Father Hieronymus, who instructed the pupils in religion, fairly raged, when he spoke of the destructive doctrines, that haunted the new scholar's head. When, soon after Ulrich's reception into the school, he had spoken of Christ's work of redemption, and asked the boy: "From what is the world to be delivered by the Saviour's suffering?" the answer was: "From the arrogance of the rich and great."

The scholar's scepticism, which lies at the root of his perversity, finds utterance in this meditation upon death: Whither shall I go now? O Lucian, thy ridiculous purgatory! to find Alexander the Great cobbling shoes, Pompey tagging points, and Julius Cæsar making hair-buttons! Whether I resolve to fire, earth, water, air, or all the elements by scruples, I know not, nor greatly care.

"Christ died on the tree: that built Dunscore kirk yonder: that brought you and me together.
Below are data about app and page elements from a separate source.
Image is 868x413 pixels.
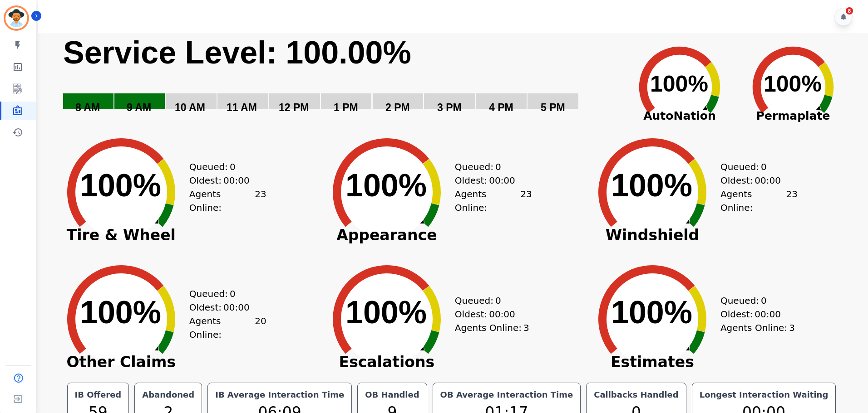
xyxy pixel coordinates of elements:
[611,168,692,203] text: 100%
[364,388,421,401] div: OB Handled
[80,168,161,203] text: 100%
[223,300,249,314] span: 00:00
[761,294,767,308] span: 0
[761,160,767,174] span: 0
[73,388,124,401] div: IB Offered
[523,321,529,335] span: 3
[495,160,501,174] span: 0
[764,71,822,97] text: 100%
[495,294,501,308] span: 0
[455,174,523,187] div: Oldest:
[62,33,621,126] svg: Service Level: 0%
[223,174,249,187] span: 00:00
[455,308,523,321] div: Oldest:
[721,160,788,174] div: Queued:
[254,187,266,214] span: 23
[455,294,523,308] div: Queued:
[541,102,565,113] text: 5 PM
[584,358,721,367] span: Estimates
[213,388,346,401] div: IB Average Interaction Time
[584,231,721,240] span: Windshield
[439,388,575,401] div: OB Average Interaction Time
[455,321,532,335] div: Agents Online:
[189,160,257,174] div: Queued:
[385,102,410,113] text: 2 PM
[189,314,267,342] div: Agents Online:
[319,358,455,367] span: Escalations
[489,174,515,187] span: 00:00
[63,35,411,70] text: Service Level: 100.00%
[736,108,850,125] span: Permaplate
[6,7,27,29] img: Bordered avatar
[721,187,798,214] div: Agents Online:
[721,174,788,187] div: Oldest:
[592,388,681,401] div: Callbacks Handled
[126,102,151,113] text: 9 AM
[319,231,455,240] span: Appearance
[755,308,781,321] span: 00:00
[721,308,788,321] div: Oldest:
[623,108,736,125] span: AutoNation
[650,71,708,97] text: 100%
[789,321,795,335] span: 3
[189,174,257,187] div: Oldest:
[230,160,236,174] span: 0
[53,231,189,240] span: Tire & Wheel
[345,295,426,330] text: 100%
[755,174,781,187] span: 00:00
[721,321,798,335] div: Agents Online:
[520,187,532,214] span: 23
[345,168,426,203] text: 100%
[53,358,189,367] span: Other Claims
[437,102,462,113] text: 3 PM
[721,294,788,308] div: Queued:
[455,187,532,214] div: Agents Online:
[140,388,196,401] div: Abandoned
[697,388,830,401] div: Longest Interaction Waiting
[455,160,523,174] div: Queued:
[175,102,205,113] text: 10 AM
[786,187,797,214] span: 23
[846,7,853,14] div: 8
[489,102,513,113] text: 4 PM
[189,287,257,300] div: Queued:
[75,102,100,113] text: 8 AM
[279,102,309,113] text: 12 PM
[611,295,692,330] text: 100%
[189,187,267,214] div: Agents Online:
[334,102,358,113] text: 1 PM
[230,287,236,300] span: 0
[80,295,161,330] text: 100%
[226,102,257,113] text: 11 AM
[489,308,515,321] span: 00:00
[254,314,266,342] span: 20
[189,300,257,314] div: Oldest:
Time had only a relative existence." He was already turning his eyes toward London with a scholar's appreciation. London is the heart of the world, he said, wonderful only from the mass of human beings. He liked the huge machine. Each keeps its own round.

He was a tall, slender man, surprisingly upright for his age, with a delicate, bearded, scholar's face; the little plain ruff round his neck helped to emphasise the fine sensitiveness of his features; and the hands which he stretched out to his daughter were thin and veined. "Well, my daughter," he said, looking down at her with his kindly grey eyes so like her own, and holding her hands.

He read everything that his opponents put forth, replied to nothing, in spite of the continual solicitation of the editor of "The Democrat," and seemed very soon to regard "The Herald's" calumnies merely from the humorous side. Meanwhile his own speeches grew in knowledge and vigour. With a scholar's precision he put before his hearers the inner history and significance of job after job.

He read everything that his opponents put forth, replied to nothing, in spite of the continual solicitation of the editor of "The Democrat," and seemed very soon to regard "The Herald's" calumnies merely from the humorous side. Meanwhile his own speeches grew in knowledge and vigour. With a scholar's precision he put before his hearers the inner history and significance of job after job.

The end for which the man lived was pagan. His hope was earthly fame. Yet his name survives, if this indeed be a survival, not in those winged verses which were to carry him abroad across the earth, but in the marble of a cunning craftsman, scanned now and then by a wandering scholar's eye in the half-darkness of a vault.

Only the older pupils managed to keep their tickets and stick to their tedious work long enough to get a Bible, and so the delivery of one of these prizes was a rare and noteworthy circumstance; the successful pupil was so great and conspicuous for that day that on the spot every scholar's heart was fired with a fresh ambition that often lasted a couple of weeks.

The scholar's mind, trained to consider the problems of civilization, and to recognize the dangers of the city, refused to entertain seriously the thought that there, in the peaceful woods, in the dead of night, a company of ruffians was seeking to do him harm. The voices had ceased, and the listeners heard only the sound of the horses' feet, as the party passed the ruined cabin under the bluff.